Paint the ceiling the same color as the walls
A ceiling in a contrasting white creates a hard visual line at the top of the wall, which makes the ceiling feel lower. Painting the ceiling the same color as the walls (or one shade lighter) blurs that line and draws the eye upward. This single trick can make a room with 8-foot ceilings feel noticeably taller.
Skip the accent wall in tight rooms
Accent walls work in spacious living rooms. In a 10x12 bedroom, they chop the room visually and make it feel shorter. If you want color in a small space, introduce it through furniture and textiles rather than walls.
Furniture choices that open up space
Choose furniture with visible legs
Sofas, chairs, and tables that sit on exposed legs let you see the floor beneath them. That visible floor space makes the room feel larger than it actually is. A sofa on tall tapered legs looks lighter than the same sofa with a skirt that touches the floor.
The IKEA Applaryd sofa on visible legs is a good example of an affordable option that keeps the floor exposed.
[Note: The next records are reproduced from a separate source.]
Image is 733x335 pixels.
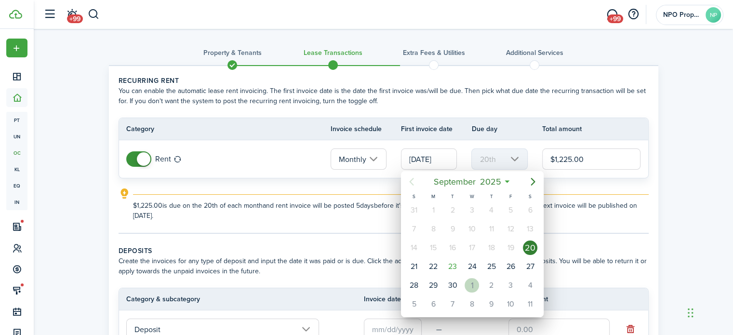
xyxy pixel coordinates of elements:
span: 2025 [477,173,503,190]
div: Wednesday, October 8, 2025 [464,297,479,311]
div: Wednesday, October 1, 2025 [464,278,479,292]
div: Monday, September 15, 2025 [426,240,440,255]
div: Thursday, September 4, 2025 [484,203,499,217]
div: Today, Tuesday, September 23, 2025 [445,259,460,274]
div: Friday, October 3, 2025 [503,278,518,292]
div: Thursday, October 9, 2025 [484,297,499,311]
mbsc-button: September2025 [427,173,507,190]
div: S [404,192,423,200]
div: Saturday, September 20, 2025 [523,240,537,255]
div: T [482,192,501,200]
div: Saturday, October 4, 2025 [523,278,537,292]
div: F [501,192,520,200]
div: Sunday, September 28, 2025 [407,278,421,292]
div: Tuesday, October 7, 2025 [445,297,460,311]
div: Friday, September 26, 2025 [503,259,518,274]
div: Tuesday, September 30, 2025 [445,278,460,292]
div: Monday, September 29, 2025 [426,278,440,292]
div: Sunday, October 5, 2025 [407,297,421,311]
div: Sunday, September 21, 2025 [407,259,421,274]
div: Sunday, August 31, 2025 [407,203,421,217]
div: Saturday, October 11, 2025 [523,297,537,311]
div: T [443,192,462,200]
div: Thursday, October 2, 2025 [484,278,499,292]
div: Thursday, September 18, 2025 [484,240,499,255]
div: Friday, September 12, 2025 [503,222,518,236]
div: Friday, September 19, 2025 [503,240,518,255]
div: Tuesday, September 9, 2025 [445,222,460,236]
div: Sunday, September 14, 2025 [407,240,421,255]
div: M [423,192,443,200]
div: Wednesday, September 24, 2025 [464,259,479,274]
div: Saturday, September 6, 2025 [523,203,537,217]
div: Saturday, September 27, 2025 [523,259,537,274]
div: Friday, October 10, 2025 [503,297,518,311]
div: Thursday, September 11, 2025 [484,222,499,236]
div: W [462,192,481,200]
div: Thursday, September 25, 2025 [484,259,499,274]
div: Tuesday, September 2, 2025 [445,203,460,217]
div: Wednesday, September 10, 2025 [464,222,479,236]
div: Saturday, September 13, 2025 [523,222,537,236]
div: Sunday, September 7, 2025 [407,222,421,236]
div: Tuesday, September 16, 2025 [445,240,460,255]
span: September [431,173,477,190]
div: Wednesday, September 3, 2025 [464,203,479,217]
mbsc-button: Previous page [402,172,421,191]
div: Monday, September 8, 2025 [426,222,440,236]
div: Monday, October 6, 2025 [426,297,440,311]
div: Wednesday, September 17, 2025 [464,240,479,255]
div: S [520,192,540,200]
div: Monday, September 22, 2025 [426,259,440,274]
mbsc-button: Next page [523,172,542,191]
div: Friday, September 5, 2025 [503,203,518,217]
div: Monday, September 1, 2025 [426,203,440,217]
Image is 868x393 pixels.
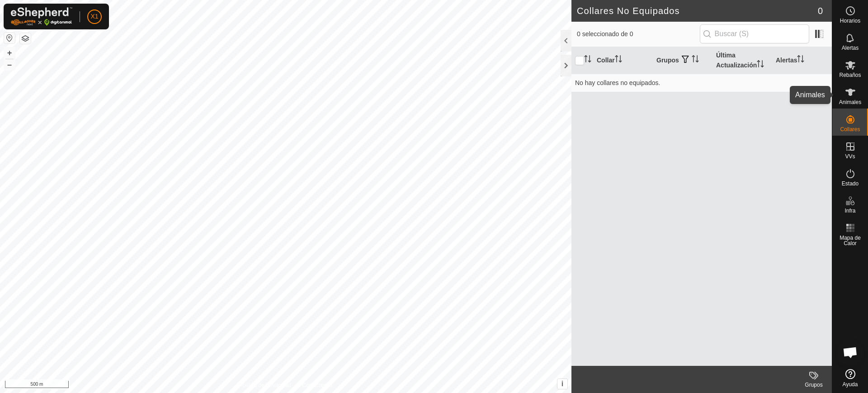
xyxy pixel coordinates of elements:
[839,72,861,78] span: Rebaños
[839,100,861,105] span: Animales
[845,154,855,159] span: VVs
[795,380,832,389] div: Grupos
[302,381,332,389] a: Contáctenos
[584,56,591,64] p-sorticon: Activar para ordenar
[841,45,858,51] span: Alertas
[840,18,861,24] span: Horarios
[11,7,72,26] img: Logo Gallagher
[712,47,772,74] th: Última Actualización
[4,32,15,43] button: Restablecer Mapa
[840,127,860,132] span: Collares
[571,74,832,92] td: No hay collares no equipados.
[4,59,15,70] button: –
[841,181,858,186] span: Estado
[797,56,804,64] p-sorticon: Activar para ordenar
[837,338,864,366] a: Chat abierto
[577,5,818,16] h2: Collares No Equipados
[757,62,764,69] p-sorticon: Activar para ordenar
[615,56,622,64] p-sorticon: Activar para ordenar
[577,29,700,39] span: 0 seleccionado de 0
[653,47,712,74] th: Grupos
[700,24,809,43] input: Buscar (S)
[832,365,868,391] a: Ayuda
[844,208,855,213] span: Infra
[593,47,653,74] th: Collar
[818,4,822,18] span: 0
[772,47,832,74] th: Alertas
[835,235,866,246] span: Mapa de Calor
[561,380,563,387] span: i
[692,56,699,64] p-sorticon: Activar para ordenar
[557,379,567,389] button: i
[90,12,98,21] span: X1
[4,47,15,58] button: +
[20,33,31,44] button: Capas del Mapa
[843,381,858,387] span: Ayuda
[239,381,291,389] a: Política de Privacidad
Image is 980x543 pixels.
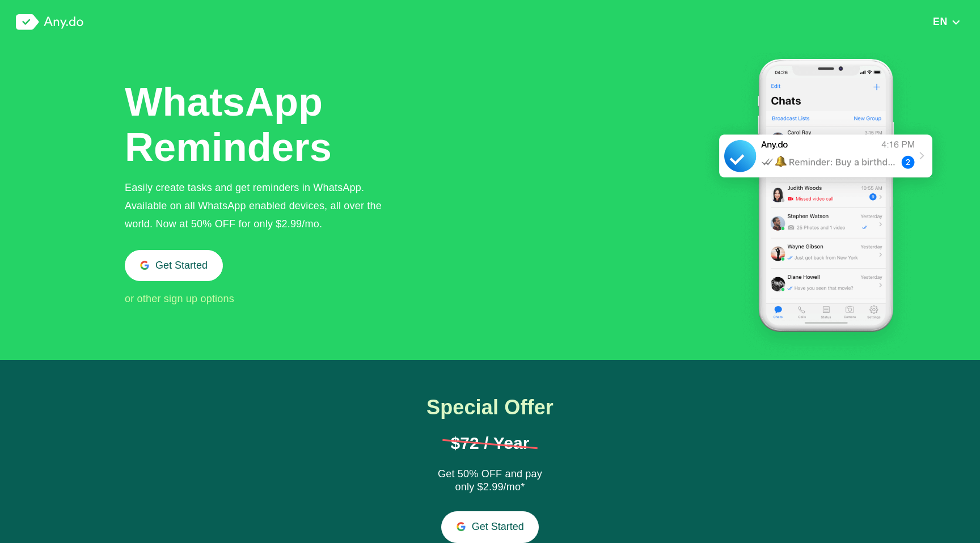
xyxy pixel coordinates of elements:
[125,179,401,233] div: Easily create tasks and get reminders in WhatsApp. Available on all WhatsApp enabled devices, all...
[951,18,961,26] img: down
[125,293,234,305] span: or other sign up options
[442,435,538,452] h1: $72 / Year
[401,397,579,419] h1: Special Offer
[930,15,964,28] button: EN
[125,250,223,281] button: Get Started
[434,468,547,495] div: Get 50% OFF and pay only $2.99/mo*
[441,511,540,543] button: Get Started
[704,44,948,360] img: WhatsApp Tasks & Reminders
[16,14,83,30] img: logo
[933,16,948,28] span: EN
[125,79,335,170] h1: WhatsApp Reminders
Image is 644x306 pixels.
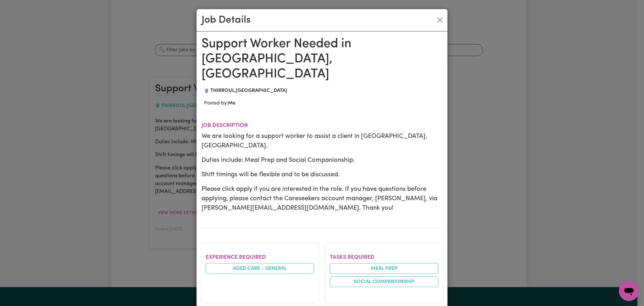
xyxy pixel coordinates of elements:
p: Duties include: Meal Prep and Social Companionship. [201,155,442,165]
li: Aged care - General [206,263,314,274]
span: Posted by: [204,101,236,106]
p: We are looking for a support worker to assist a client in [GEOGRAPHIC_DATA], [GEOGRAPHIC_DATA]. [201,131,442,151]
h2: Job Details [201,14,251,26]
span: THIRROUL , [GEOGRAPHIC_DATA] [210,88,287,93]
h1: Support Worker Needed in [GEOGRAPHIC_DATA], [GEOGRAPHIC_DATA] [201,36,442,82]
p: Please click apply if you are interested in the role. If you have questions before applying, plea... [201,184,442,213]
h2: Tasks required [330,254,438,261]
li: Meal prep [330,263,438,274]
h2: Experience required [206,254,314,261]
h2: Job description [201,122,442,129]
li: Social companionship [330,276,438,287]
iframe: Button to launch messaging window [619,281,639,301]
button: Close [435,15,445,25]
div: Job location: THIRROUL, New South Wales [201,87,290,95]
p: Shift timings will be flexible and to be discussed. [201,170,442,179]
b: Me [228,101,236,106]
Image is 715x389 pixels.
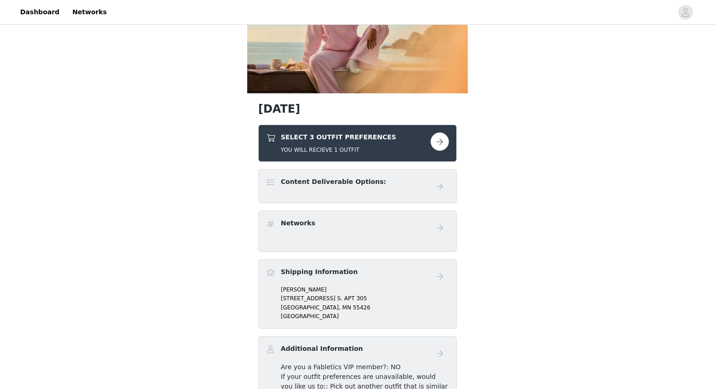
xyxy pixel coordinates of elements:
[281,294,449,302] p: [STREET_ADDRESS] S. APT 305
[258,259,457,328] div: Shipping Information
[281,177,386,186] h4: Content Deliverable Options:
[353,304,370,310] span: 55426
[281,267,357,276] h4: Shipping Information
[281,304,340,310] span: [GEOGRAPHIC_DATA],
[281,344,363,353] h4: Additional Information
[281,285,449,293] p: [PERSON_NAME]
[281,132,396,142] h4: SELECT 3 OUTFIT PREFERENCES
[15,2,65,23] a: Dashboard
[258,169,457,203] div: Content Deliverable Options:
[258,210,457,252] div: Networks
[281,218,315,228] h4: Networks
[281,363,400,370] span: Are you a Fabletics VIP member?: NO
[342,304,351,310] span: MN
[281,146,396,154] h5: YOU WILL RECIEVE 1 OUTFIT
[258,124,457,162] div: SELECT 3 OUTFIT PREFERENCES
[67,2,112,23] a: Networks
[681,5,689,20] div: avatar
[281,312,449,320] p: [GEOGRAPHIC_DATA]
[258,101,457,117] h1: [DATE]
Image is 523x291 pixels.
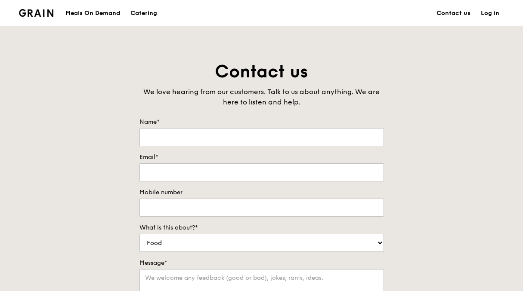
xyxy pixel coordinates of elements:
h1: Contact us [139,60,384,83]
div: Catering [130,0,157,26]
div: We love hearing from our customers. Talk to us about anything. We are here to listen and help. [139,87,384,108]
a: Catering [125,0,162,26]
label: Name* [139,118,384,126]
a: Contact us [431,0,475,26]
label: What is this about?* [139,224,384,232]
label: Mobile number [139,188,384,197]
div: Meals On Demand [65,0,120,26]
label: Email* [139,153,384,162]
img: Grain [19,9,54,17]
a: Log in [475,0,504,26]
a: Meals On Demand [60,0,125,26]
label: Message* [139,259,384,268]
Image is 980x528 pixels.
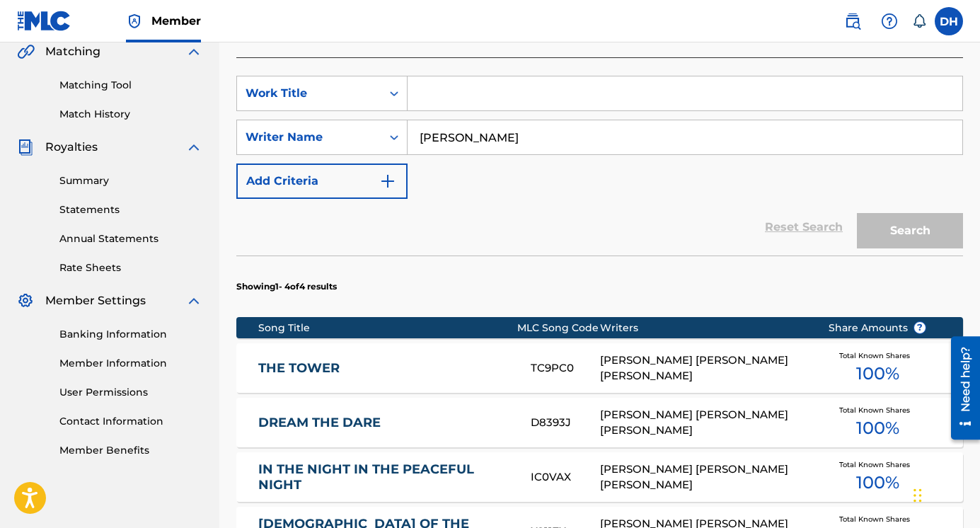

Go bigger with fewer pieces
This is counterintuitive, but it works every time. A room with one properly scaled sofa and one coffee table looks bigger than the same room stuffed with a loveseat, two small chairs, a side table, and a storage ottoman. Fewer pieces means more open floor, and open floor reads as space.
For detailed furniture arrangement techniques, read our guide on how to arrange furniture in a small square room.
Use transparent or translucent furniture
An acrylic side table or glass-top coffee table takes up physical space without blocking sightlines. Your eye passes right through it, preserving the visual openness of the room. A clear acrylic coffee table is one of the most effective small-space purchases you can make.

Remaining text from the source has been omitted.